She initially thought the email was fake, but after realising it was from Ticketmaster she said she does not intend to buy tickets from the company in the future, despite being a loyal customer.
Loyal customer pretty much means the same as regular concert goer.
I go to quite a few concerts and all of my tickets are bought from Ticketmaster in some form. I wouldn’t call myself loyal to them as I’m forced to choose between Ticketmaster or no concert.
100% right and I don't doubt the woman from the article feels the same but if you want to add weight to informing a company they fucking suck you use terms like loyal or committed or something similar that adds the red flag to corporate that their actions are affecting their customer retention bottom line.

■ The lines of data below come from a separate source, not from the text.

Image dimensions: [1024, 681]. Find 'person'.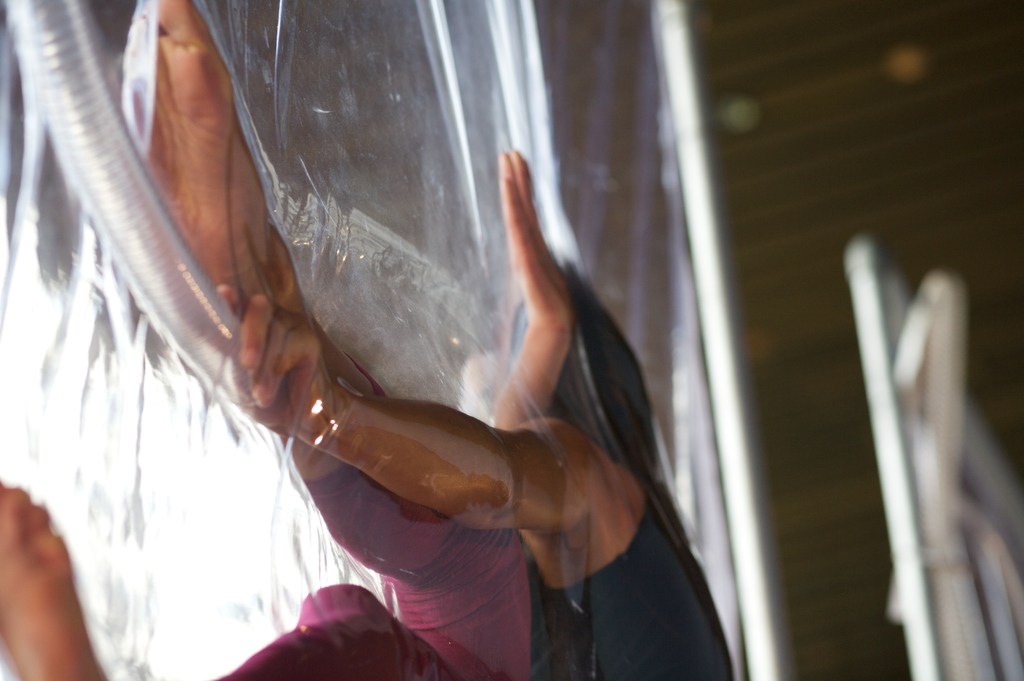
<region>218, 258, 747, 678</region>.
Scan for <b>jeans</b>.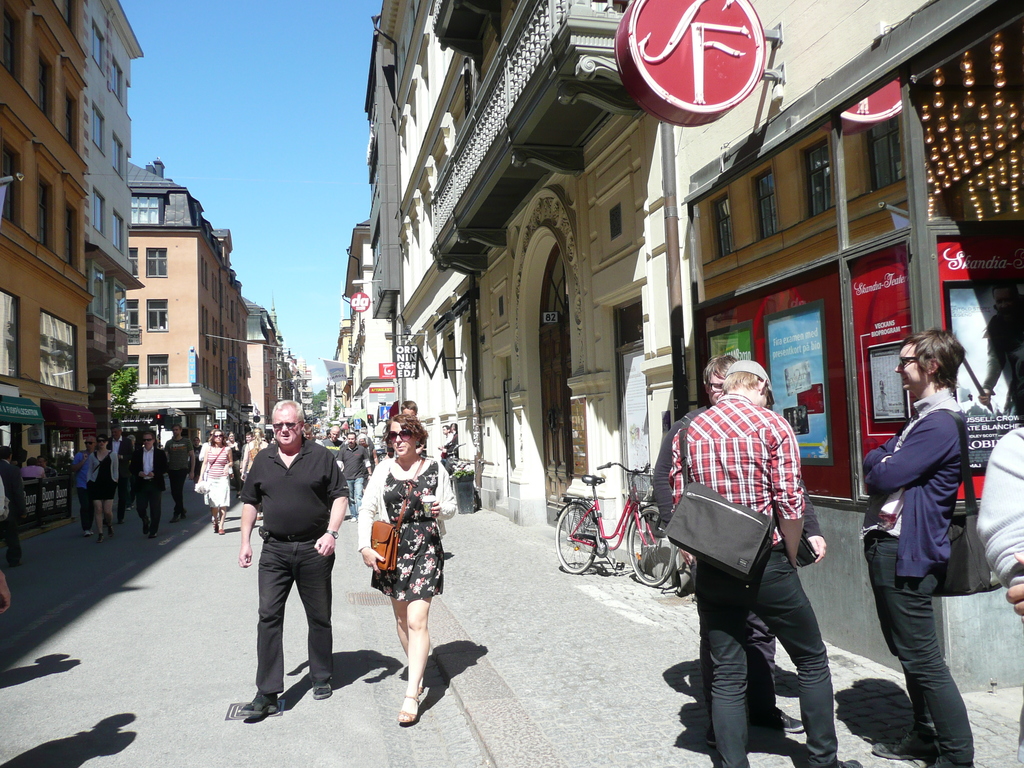
Scan result: (x1=345, y1=479, x2=364, y2=512).
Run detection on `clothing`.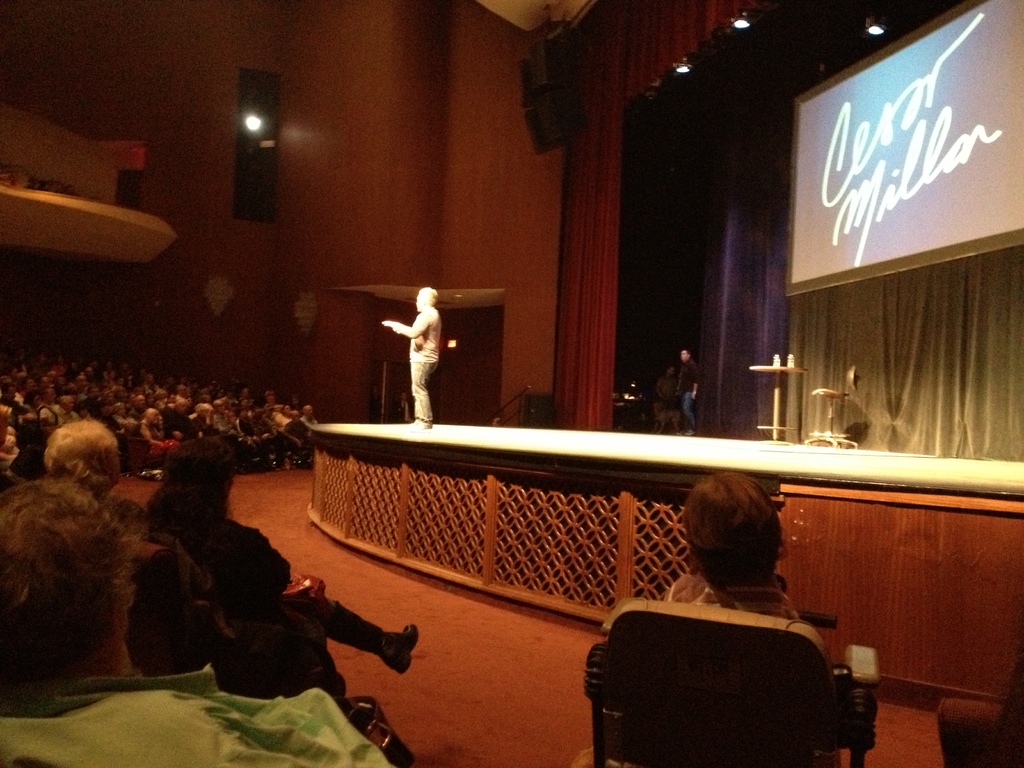
Result: x1=143, y1=493, x2=384, y2=700.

Edit: I feel I need to add, "in most cases." Kinda hard for this to affect companies who are aloud to have monopolies over an industry because it throws customer retention concerns out the window. But I stand by my comment because I still think the verbiage used in the email is just the standard way of addressing corporate ran entities.

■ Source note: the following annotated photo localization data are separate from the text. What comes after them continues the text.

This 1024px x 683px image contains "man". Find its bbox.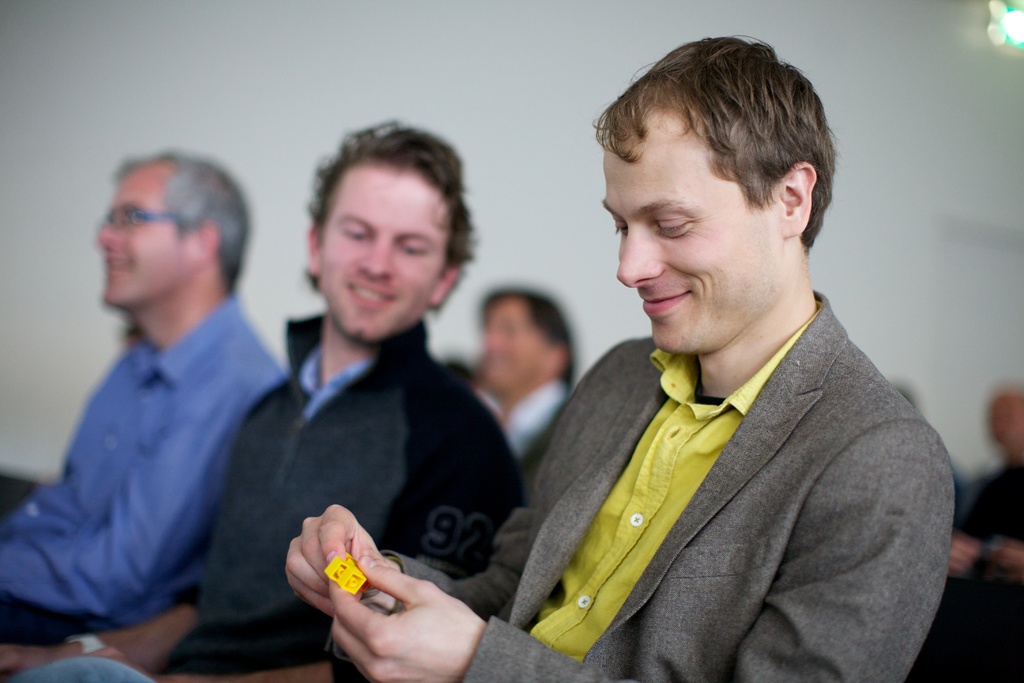
rect(286, 33, 956, 682).
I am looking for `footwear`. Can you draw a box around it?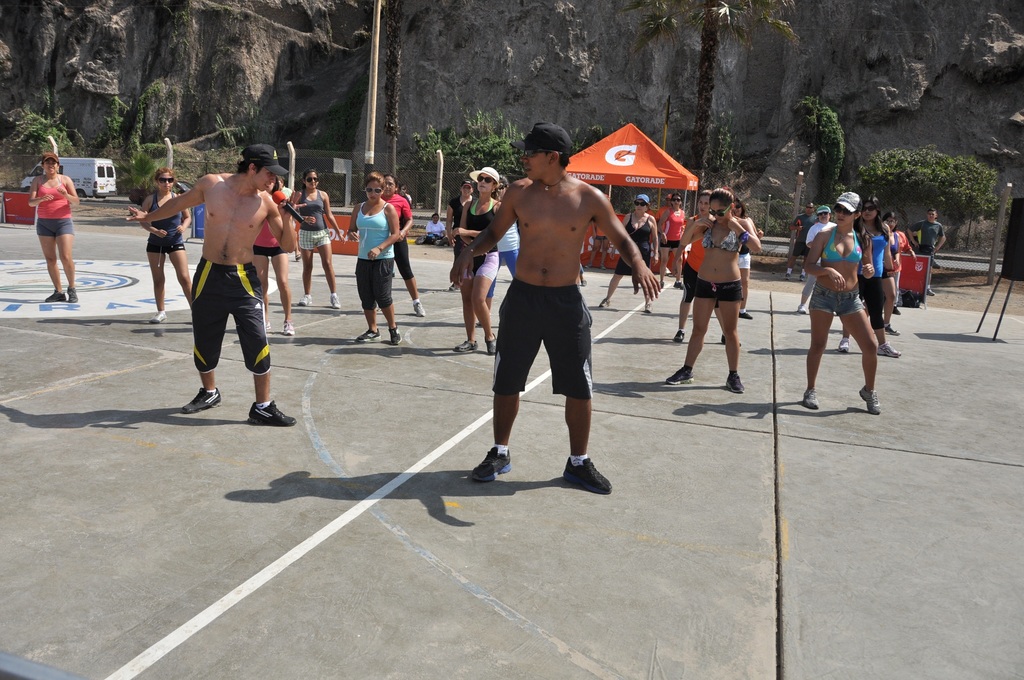
Sure, the bounding box is rect(856, 383, 884, 414).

I have a season MLS ticket to my local team directly through the team, and everything is controlled and processed through Ticketmaster anyways. Have to log in to ticket Master through a special portal to access anything
Am I being cynical if I wonder if Ticketmaster just cancelled a number of tickets randomly, just so they can resell those at its new "market price." Normally I would just assume incompetence or a mistake, but this is Ticketmaster.

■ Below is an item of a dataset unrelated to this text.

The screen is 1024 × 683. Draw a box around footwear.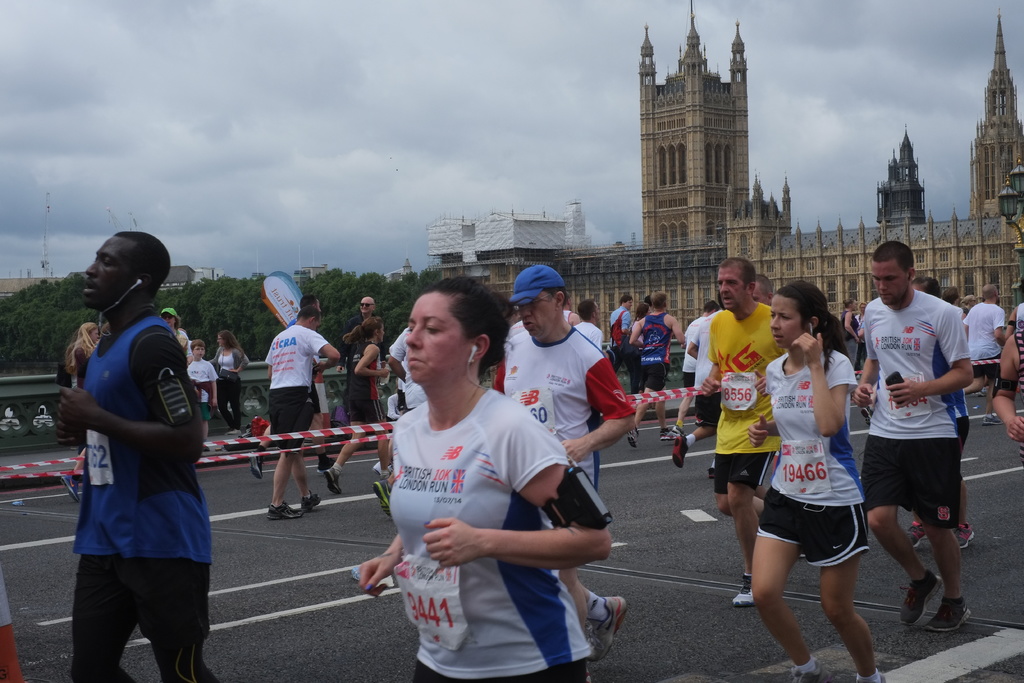
detection(673, 424, 686, 432).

If there’s a financial incentive for them to do it, then that’s why they did it. Follow the money. There are no ramifications for Ticketmaster to do this sort of abhorrent behavior. They just don’t care.
How can be legal? Bot detection should apply almost immediately, not after six months.
It smells like "we sold too many tickets, we need a plausible excuse to refund people"
And there's a simple trick to stop bots: make tickets non transferable. But that would hurt their secondary sales on that other reselling site operated by themselves, and shows wouldn't be sold out immediately due to FOMO (if tickets can be resold even at a higher price, people would buy them even if they're not 100% sure they can attend the show)
This sounds sensible, but in practice ID checking however many tens of thousands of people on their way into a venue would take forever. (Not to mention now having to deal with the portion of genuine customers who've forgotten to bring Id etc)
Former touring musician here. The larger acts are contractually bound to whatever their label decides on venues and ticketing in most cases. But there's no reason to roll over and accept these assholes at Ticketmaster as our defacto option to have live music. Support local artists and local venues if possible. I'm out in the fucking sticks, but I will drive an hour to catch a show from time to time.
Some venues can also only be booked if you use Ticketmaster. So like at. A certain scale it's impossible for even the labels to avoid it if they wanted.